128 Baader, ‘Sarrasani’, pp. 109-110. ‘Das Roß Dada ist ganz weiß, gestrichen, hat grüne Augen und sieht aus wie eine Kreuzung von deutschem Tank und französischen Weihnachtsschaukelpferdchen. Es ist acht Meter hoch, speit Feuer aus Maul und Nüstern … Rings um den Oberleib läuft eine Galerie … Von ihr aus wird der Oberdada seine Dichtungen und Reden … schleudern.’

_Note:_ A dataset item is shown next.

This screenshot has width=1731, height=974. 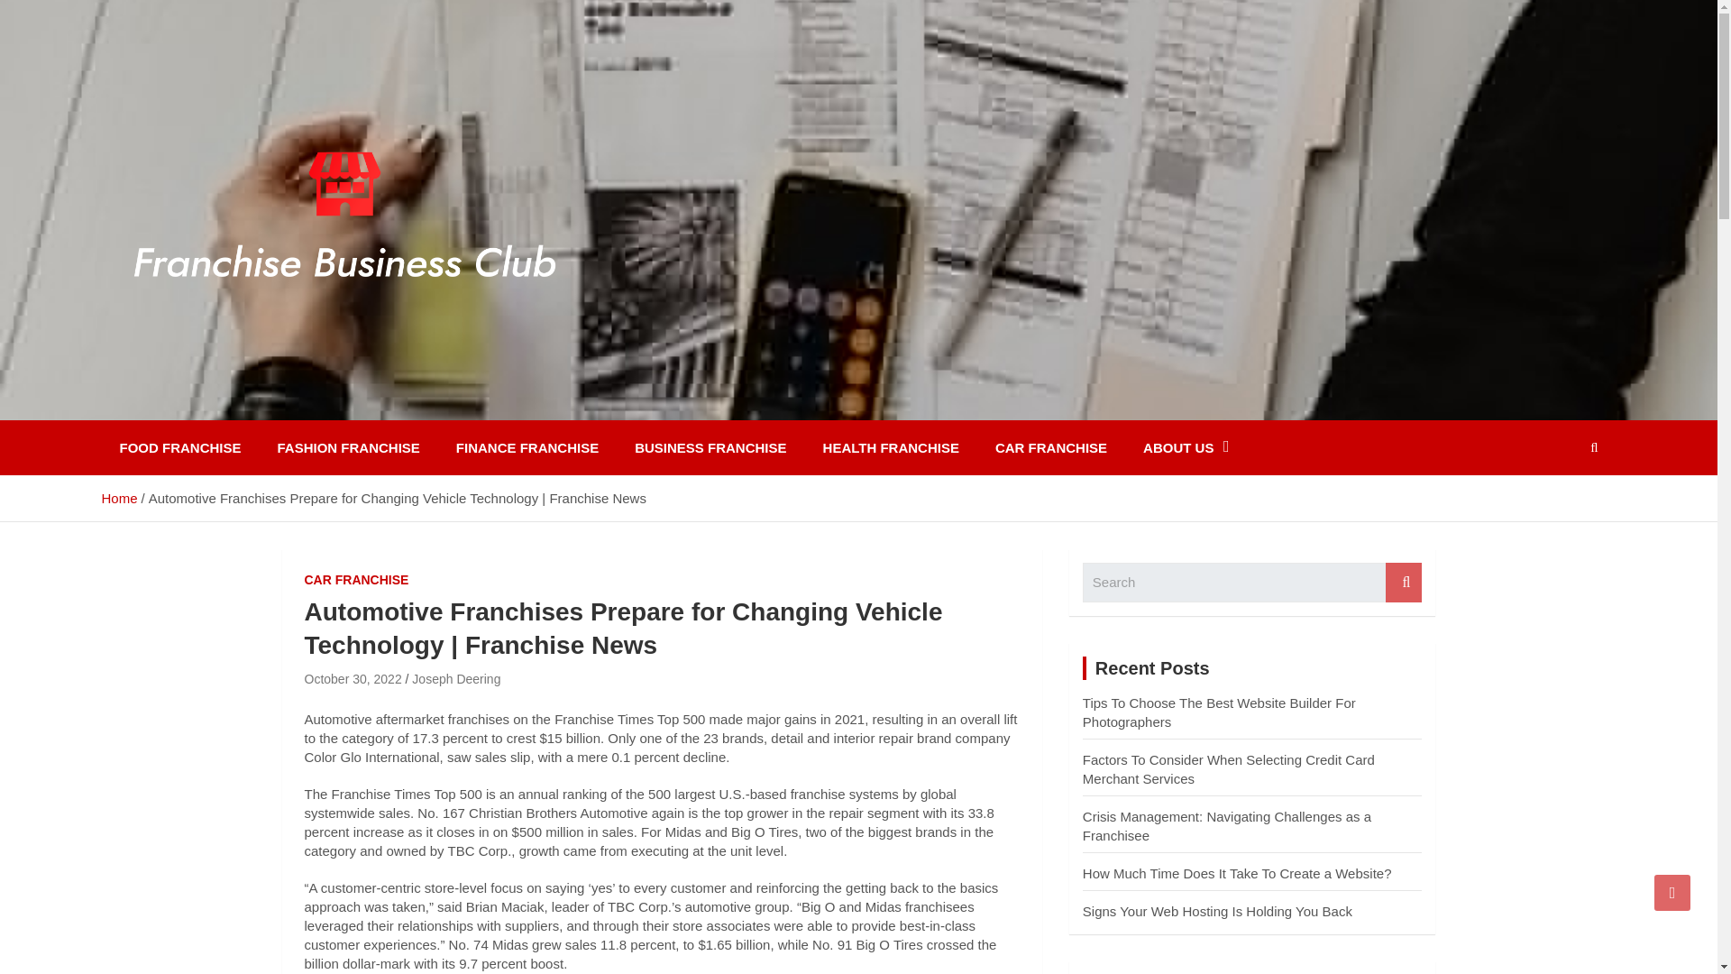 What do you see at coordinates (1219, 712) in the screenshot?
I see `Tips To Choose The Best Website Builder For Photographers` at bounding box center [1219, 712].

129 Kate Armond, ‘A Paper Paradise: Ernst Bloch and the Crystal Chain’, in Utopia: The Avant-Garde, Modernism and (Im)possible Life, David Ayers, Benedikt Hjartarson, Tomi Huttunen and Harri Veivo (eds.), vol. 4 of European Avant-Garde and Modernism Studies (Berlin and Boston Walter de Gruyter, 2015), p. 260.
130 Baader, ‘Sarrasani’, p. 109.
131 Bergius, Lachen Dadas, p. 148.
132 Ri. [sic], ‘Dadaisten-Ball’, Berliner Börsen-Courier, January 22 1921, p. 7. ‘… Baader von eine Tribüne mitten im Saal sich die Kehle wund schrie, … und das riesenhafte, aus Pappe geschnittene “weiße Pferd” häufig herumgefahren wurde.’

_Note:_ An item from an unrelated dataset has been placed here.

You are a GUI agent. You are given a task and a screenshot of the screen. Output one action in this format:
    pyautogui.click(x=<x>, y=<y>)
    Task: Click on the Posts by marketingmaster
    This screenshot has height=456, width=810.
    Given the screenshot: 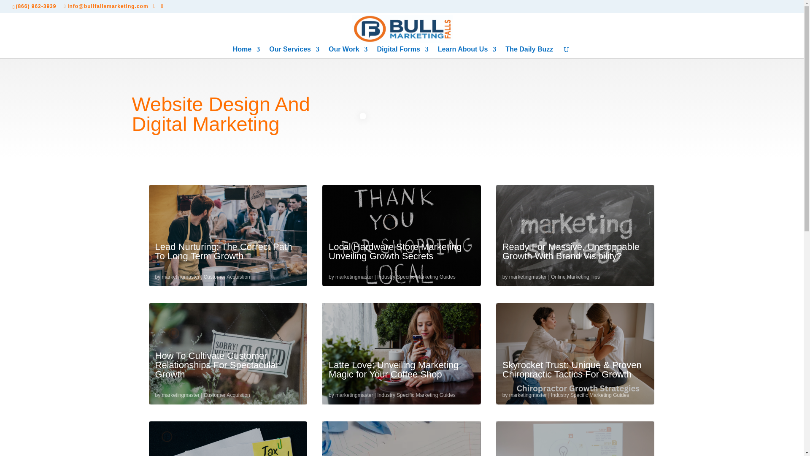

133 David Graeber, ‘On the Phenomenology of Giant Puppets: Broken Windows, Imaginary Jars of Urine, and the Cosmological Role of the Police in American Culture’, in Possibilities: Essays on Hierarchy, Rebellion and Desire (Edinburgh, Oakland: AK Press, 2007), pp. 375-418.
134 Ri., ‘Dadaisten-Ball’, p. 7. ‘… eine Tanzveranstaltung … wie tausend andere … Es war banal.’
135 Erickson, ‘Cultural Politics’, p. 23.
136 Sheppard, Modernism-Dada, p. 281.
137 Bergius, Lachen Dadas, p. 150. Sudhalter, ‘Baader’, p. 187.